I have a feeling that Apache is using a different php.ini file that the one I am editing. I make a change in my php.ini file, restart Apache, and the change doesn’t take affect. So I don’t know what to do anymore. Any ideas? Update: Found out it’s using the right php.ini file. but I still don’t know what to do!

Note: The php-cli ‘s php.ini file is different then apache2 ‘s php.ini file. I suggest symbolic linking one to another to keep them in sync and avoid confusion!

echo php_ini_loaded_file(); PHP docs, php ANYTHING in console gives stuff for CLI php which in lot of if not most cases is a different one.

5 Answers 5

To find the file that’s being run by PHP, create a phpinfo file (just ) and look for the ‘Configuration File (php.ini) Path’ directive.

from the command line, run

This will describe the location php is loading its ini file from. You can reconfigure the php.ini location by recompiling php.

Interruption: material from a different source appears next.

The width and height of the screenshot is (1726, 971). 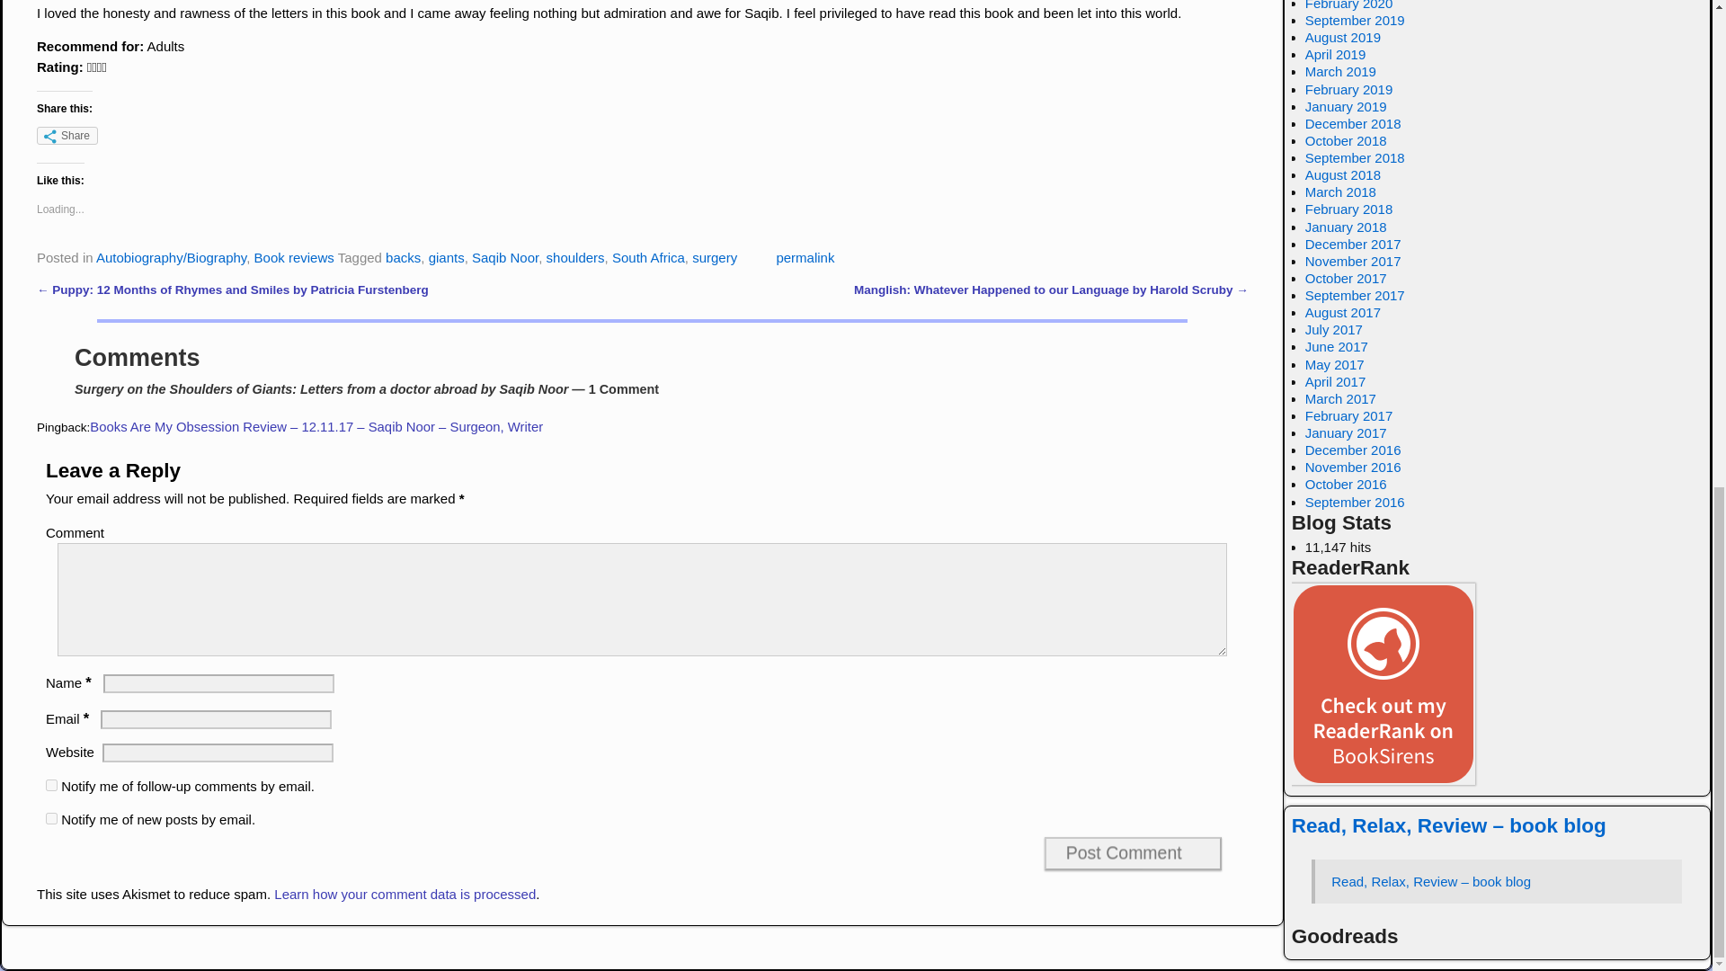 I want to click on subscribe, so click(x=51, y=786).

this will show you ini file of php-cli which is not necessarily the same one used by apache php module

Here is a command for Ubuntu ls /etc/apache2/mods-enabled/php*.load , above comment will only work if you have only 1 version of PHP.

The output from phpinfo() will contain this. When using PHP as an Apache module, it can be configured using PHPIniDir in httpd.conf (or similar).

To get the php.ini file which is being used by Apache you will probably have to add phpinfo() into a .php file and open it in the browser. As php -r «phpinfo();» | grep php.ini will outout the same as php —ini would. Which php.ini is used for the CLI.

Question for you, what platform are you running on unix or windows? If it is unix based, check if your php.ini is residing in the same directory as /etc/httpd. Again, installation of apache can vary so check. or issue the command «find / -name php.ini -print» (without quotes) to see which one is it you are using

Ok. Since you said you have found the correct php.ini, sounds like something is missing when you edited the php.ini and reloaded apache. Look in the log directory /var/log/httpd for error_log and check to see if there was errors. that would be a start!

Hmmm. you are running Snow Leopard (I am not familiar with it but can guess it is similar to freebsd variant). it would be worth your while to dig around in /var/log and see where the log file is kept. or even better check in the httpd.conf (the configuration file for apache) to see where the actual log file is stored into.